Harry Wolfe had already spent a career with the State Highway Patrol when he was appointed sheriff in early 1974. In Union County law-enforcemen­t circles, his name is revered not just for how he died in the line of duty but for how he lived.

“Sheriff Wolfe walked tall and carried a big stick,” current Sheriff Jamie Patton said with a laugh. Patton is only 47 and didn’t join the sheriff ’s office until the early 1990s, so he never knew Wolfe personally. “I feel like I’ve come to know him through the years because anyone who was around this county back in those days has a story about him. He’s just always been larger than life in this office.”

The wanted poster that sought Penn — who went on the run after the shooting, first to Cleveland and then to New York — hangs in a frame on the wall of Patton’s office.

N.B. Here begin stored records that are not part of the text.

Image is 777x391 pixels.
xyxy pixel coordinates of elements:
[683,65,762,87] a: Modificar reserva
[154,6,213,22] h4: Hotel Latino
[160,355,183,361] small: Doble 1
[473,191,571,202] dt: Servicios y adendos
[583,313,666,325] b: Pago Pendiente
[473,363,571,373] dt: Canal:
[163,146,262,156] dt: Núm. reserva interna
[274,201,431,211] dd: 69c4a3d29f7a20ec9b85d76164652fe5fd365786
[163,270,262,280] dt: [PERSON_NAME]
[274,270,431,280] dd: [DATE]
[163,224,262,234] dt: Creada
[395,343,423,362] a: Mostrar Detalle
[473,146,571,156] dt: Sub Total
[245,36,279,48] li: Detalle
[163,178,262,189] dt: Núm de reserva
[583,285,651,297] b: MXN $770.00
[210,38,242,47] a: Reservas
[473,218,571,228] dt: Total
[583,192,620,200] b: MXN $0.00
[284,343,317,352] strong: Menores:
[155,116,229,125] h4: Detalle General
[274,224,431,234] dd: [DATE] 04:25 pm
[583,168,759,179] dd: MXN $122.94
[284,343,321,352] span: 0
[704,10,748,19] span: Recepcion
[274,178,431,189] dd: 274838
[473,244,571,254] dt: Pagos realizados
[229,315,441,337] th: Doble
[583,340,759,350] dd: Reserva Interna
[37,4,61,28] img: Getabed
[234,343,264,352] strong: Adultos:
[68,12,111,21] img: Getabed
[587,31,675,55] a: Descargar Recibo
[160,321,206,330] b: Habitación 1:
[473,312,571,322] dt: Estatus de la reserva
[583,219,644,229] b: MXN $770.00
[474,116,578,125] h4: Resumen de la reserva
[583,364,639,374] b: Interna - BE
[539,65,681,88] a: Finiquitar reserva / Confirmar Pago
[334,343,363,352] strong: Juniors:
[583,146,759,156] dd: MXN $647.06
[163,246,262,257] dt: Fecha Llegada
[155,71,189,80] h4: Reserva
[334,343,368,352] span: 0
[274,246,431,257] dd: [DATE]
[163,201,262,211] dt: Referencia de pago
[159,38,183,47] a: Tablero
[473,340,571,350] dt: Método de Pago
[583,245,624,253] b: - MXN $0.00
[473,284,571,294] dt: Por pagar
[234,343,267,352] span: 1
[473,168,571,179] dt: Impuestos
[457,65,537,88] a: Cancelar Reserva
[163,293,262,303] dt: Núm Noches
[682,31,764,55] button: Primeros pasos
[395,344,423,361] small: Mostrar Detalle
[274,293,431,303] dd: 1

While reminiscin­g with Steve Wolfe one day this week, he pulled a stack of pencil etchings he had made of Wolfe’s name the last time he visited the National Law Enforcemen­t Officers Memorial in Washington. He gave one to Wolfe for the scrapbook about Sheriff Wolfe’s career that the two had been looking over. Patton said Union County deputies have always tried to emulate Wolfe’s style — to treat others kindly and with respect — but the lessons from his death shape them, too.

“Those scenarios run through your mind each and every day. Be alert. Be on top of your game,” he said. “Anything can happen at any moment.”

The day Wolfe died, then-Columbus police detective Chet DeLong was offduty and at home in Union County. He heard about it almost immediatel­y, used a vacation day to get out of his evening shift with the city and went to the sheriff’s office to help. Soon, with the Columbus police chief ’s blessing, he found himself assigned on special duty as an integral part of the months-long hunt for Penn. He personally brought Penn back from New York, where he had been in jail under an alias.

“Harry Wolfe was a great sheriff .... What I liked about him was if he had something on his mind, he told you,” said DeLong, now 80 and retired from the Columbus Division of Police. “Losing him hurt the community a lot.”

DeLong, along with Patton and Steve Wolfe, is among those who have met with a parole-board representa­tive in advance of Penn’s hearing. “Stanley Penn had a choice that day when he got caught. He could’ve given up. He didn’t. He took out the sheriff instead,” DeLong said. “He should never walk the streets again.” Patton said that when he met with the state official, he did it not only with justice for Wolfe on his mind but he also carried with him the memory of at least 116 other law-enforcemen­t officers killed across the country in the line of duty so far this year. “To let Penn go free now? That would be devastatin­g for the profession,” Patton said. “That would send a very clear message that blue lives don’t matter. And I’ll carry that torch forever,...for all of those who have gone before us.”

 ??  ?? Union County Sheriff Jamie Patton (left) and Steve Wolfe review a scrapbook about the late Sheriff Harry Wolfe. Union County Sheriff Harry Wolfe was killed in 1982.
Union County Sheriff Jamie Patton (left) and Steve Wolfe review a scrapbook about the late Sheriff Harry Wolfe. Union County Sheriff Harry Wolfe was killed in 1982.